Interview Series: “Media Memories: Media Archaeologies and Digital Society” Universal and Local Faces of Media Archaeology

Dear Professor Huhtamo, you are widely recognised as one of the pioneering figures in the field of media archaeology. In your view, what is media archaeology? When writing Illusions in Motion, were you intellectually influenced by Ceram’s book Archaeology of the Cinema?
I have often said that there are media archaeologies rather than a single media archaeology, because there are significant differences between the ideas of its practitioners like Siegfried Zielinski, Wolfgang Ernst, and myself. I try to clarify these differences in my forthcoming book Fairy Engine: Media Archaeology as Topos Study (The MIT Press, 2026), which is an extensive presentation, both theoretical and practical, of my version of media archaeology. I call it “media archaeology as topos study” or “topos archaeology.”
I read Ceram’s book early on, in my 20s, and it certainly inspired me, especially the illustrations that depict objects from John and William Barnes’s pioneering collection in England.
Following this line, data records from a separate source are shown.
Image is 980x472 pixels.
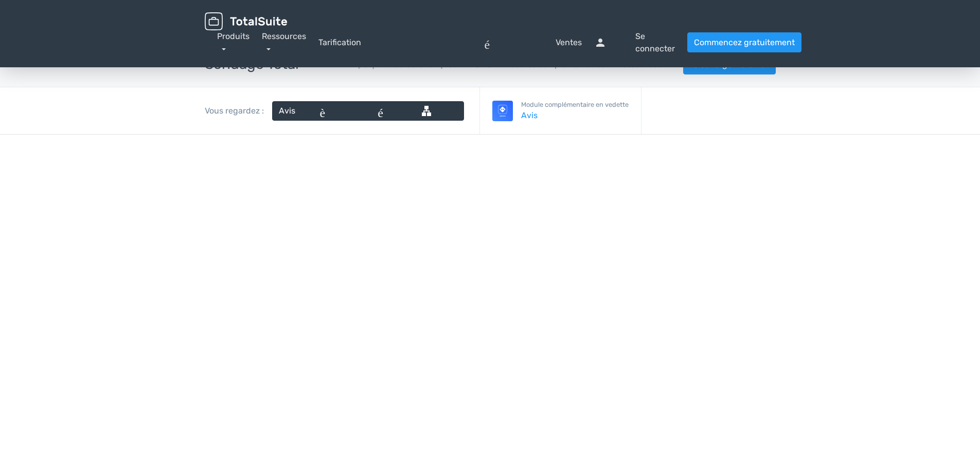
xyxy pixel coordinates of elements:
[469,60,491,70] font: Démo
[555,38,581,47] font: Ventes
[272,101,464,121] a: Avis flèche déroulante
[295,105,457,117] font: flèche déroulante
[635,31,675,54] font: Se connecter
[361,37,582,49] a: question_réponseVentes
[694,38,795,47] font: Commencez gratuitement
[594,37,631,49] font: personne
[318,37,361,49] a: Tarification
[205,13,287,30] img: TotalSuite pour WordPress
[217,31,249,41] font: Produits
[594,30,675,55] a: personneSe connecter
[352,60,381,70] font: Aperçu
[521,110,628,122] a: Avis
[393,60,456,70] font: Caractéristiques
[318,38,361,47] font: Tarification
[618,60,670,70] a: Ressources
[618,60,661,70] font: Ressources
[503,60,605,70] font: Modules complémentaires
[262,31,306,54] a: Ressources
[262,31,306,41] font: Ressources
[279,106,295,116] font: Avis
[205,106,263,116] font: Vous regardez :
[521,101,628,108] font: Module complémentaire en vedette
[493,101,513,122] img: Avis
[521,111,538,120] font: Avis
[687,33,801,53] a: Commencez gratuitement
[217,31,249,54] a: Produits
[361,37,552,49] font: question_réponse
I was less inspired by the text, which I found narrow-minded and linear, very conservative in its teleological emphasis. Ceram discussed moving image technologies as anticipations of cinema, which he presented as a kind of culmination. I could not agree with that. I saw media archaeology as something layered and multidimensional, more like a vast field in slow transformation than a group of vectors pointing to the same direction. For me, cinema was only one of the many manifestations of the moving image culture. One of the reasons for my reaction was my interest in interactive media and virtual reality, which were also influenced by 19th-century devices like phenakistiscopes, zoetropes and stereoscopes. Those devices were part of a dynamic field of many possibilities. Interconnections, also lateral and diagonal, in general: spatial, were more important than chains of influence. Both material and discursive things matter to me; that infleunce each other.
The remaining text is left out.